Unless you lived under a cave (yes, under since even caves can get wireless signals these days), I’ll recap this internet success story. Khan Academy started out as a couple of mathematics videos by Salman Khan. After an endorsement from Bill Gates, who uses it to teach his own children off of the website, Khan Academy as quickly grown into a living example of how e-learning could seriously compete with public education. There’s a rebellious streak in me that imagines thousands of parents dropping public in favor of homeschooling youths with direct tutelage from Salman Khan’s brilliant videos. But, videos have been down before, what’s the difference?
Stop and Start
Most videos you run into on youtube.com are meant to be played from minute 0 to minute 1-credits. I’ve used youtube in the classroom, but rarely much farther than how teachers of old used the TV and VCR to let kids watch documentaries on nature or famous events. Khan Academy’s videos are meant to be stopped, restarted, and played in the middle.
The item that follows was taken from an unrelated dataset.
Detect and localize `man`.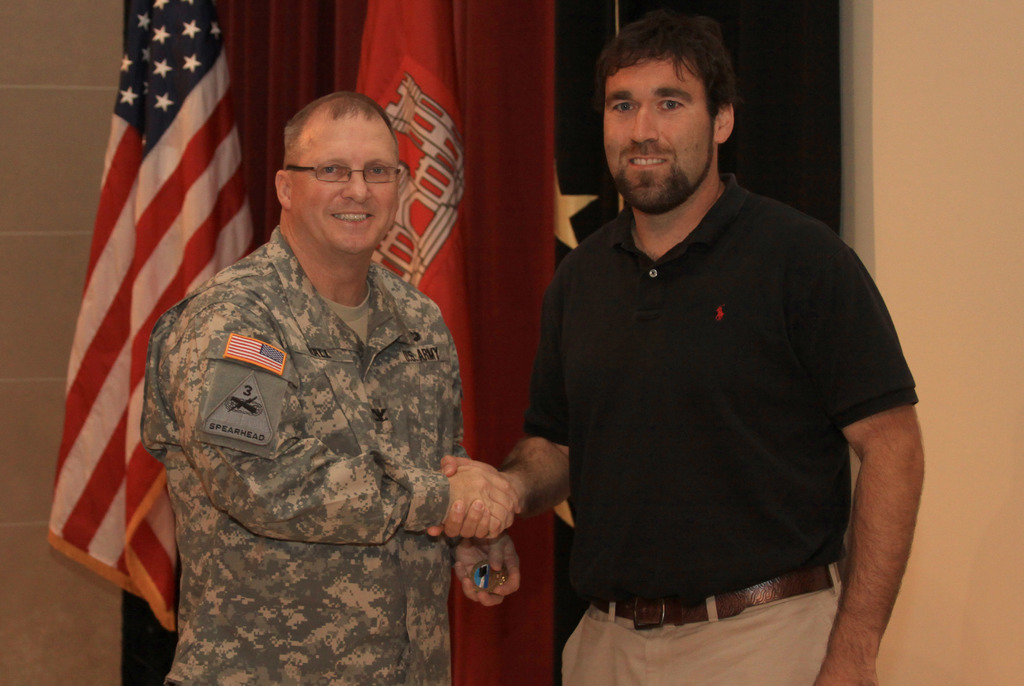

At one point, in a technology class, we stopped a video and used a smartboard to etch our own arithmetic on the screen (the first amazing idea I ever saw for smartboards, the one I thought “this is exactly what this technology is for”).
Practice, Practice, Practice.
Videos and clever narration are one thing, but Khan also supplies practice to each of his courses. For instance, going through the basic addition practice gives simple addition problems. However, what’s different is the level of extrinsic goals found on a single page. First, there’s the smiley faces and frownies given to right or wrong questions respectively. But KhanAcademy.com also uses a streak system where students can see how many questions they answered correctly in a row. If a student gets a certain number correct, they’re labeled as proficient and given a choice to go to a new subject.
The Future
It’s a wonderful place. Imagine a place like facebook or a MMO, but with students wanting to answer as many questions as possible to attain trophies and rewards. This is still based on extrinsic goal structures (basically wanting to out-do everyone else), but it creates a competitive environment that might be beneficial to the both the overachiever and average student. Average students get the help they need through repetition, viewing simple instruction videos, and social pressure. Overachievers are able to speed ahead to what actually challenges them rather than wait for everyone else.
Joshua,
ReplyDeleteThat's terrific. I just went on the Khan Academy website and I think this is an extraordinary method for people of any age, all over the world to get a world class education. It's innovative, creative, and allows participants to interact with people all over the world to build knowledge...plus it's free! Thank you so much for sharing.